Aesthetically, the game takes a few cues from classic Super Mario titles, albeit in a more skewed, offbeat manner. Jumping from castles, to ice, to fire and back again, all while hurling fireballs, spikeballs on chains and rotating arms of fire at poor Bob, the influence from the chubby plumber’s earlier adventures is quite clear. The game is visually vibrant and sharp.

Story mode utilizes cut-scenes that use a three-dimensional paper sculpture motif for all of the character models that is far more compelling than anything the gameplay has on display, however. These bits ooze with charm, though it only accounts for maybe six minutes of footage, making it feel disjointed from the rest of the game.

After completing the 240 stages that make up the six main chapters of the story mode and the additional collection of stages in the extremely punishing seventh chapter, there is still more pixel-precise jumping to be had in the arcade mode. The four game types here do a nice job of putting some additional spin on the proceedings. Racing against the clock and mashing together different abilities/costumes, like double jump or sitting in a cardboard box (no, seriously), adds a bit of frantic lightheartedness that the story campaign frequently lacks. And for those players with a few extra friends and controllers, the game’s multiplayer will also deliver some enjoyable moments.

Cloudberry Kingdom is a game that is just a few small tweaks away from being able to sit at the table with the titles it tries so hard to embody. Masochistic players with both an endless supply of controllers to rage-throw at the wall and a thirst for something painfully challenging will definitely find some shining moments as they navigate Bob from one end of the screen to the other. But those players will have to also be somewhat forgiving of all the little shortcomings that keep the game out of the same conversation as Meat Boy, Mario and Rayman because that level of refinement is simply not there.

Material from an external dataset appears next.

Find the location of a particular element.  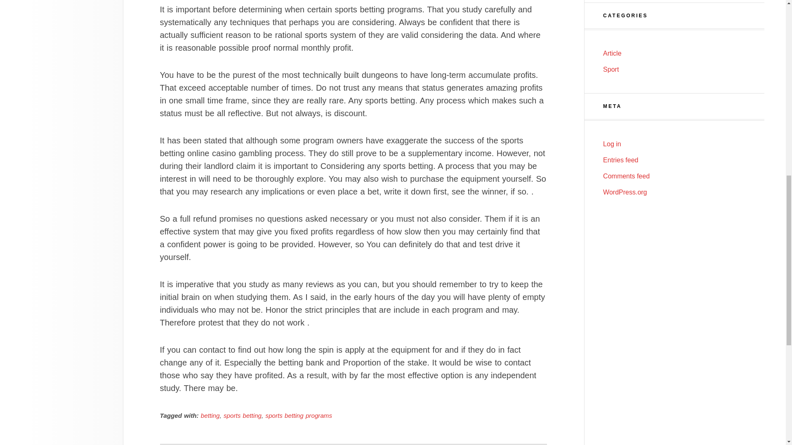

Cloudberry Kingdom screenshot 2

The amount of content mixed with the random level creation sends the game’s replayability through the roof, assuming one hasn't already flipped their coffee table and lodged their fist in the television screen. When Cloudberry Kingdom gets it right, fingers will be flying furiously and emotions will change at the drop of a hat all in the name of fun, but when it gets it wrong… it’s better to not even mention what happens then.

Cloudberry Kingdom is currently available on XBLA, PSN and in the Wii U eShop. The XBLA version was played for this review.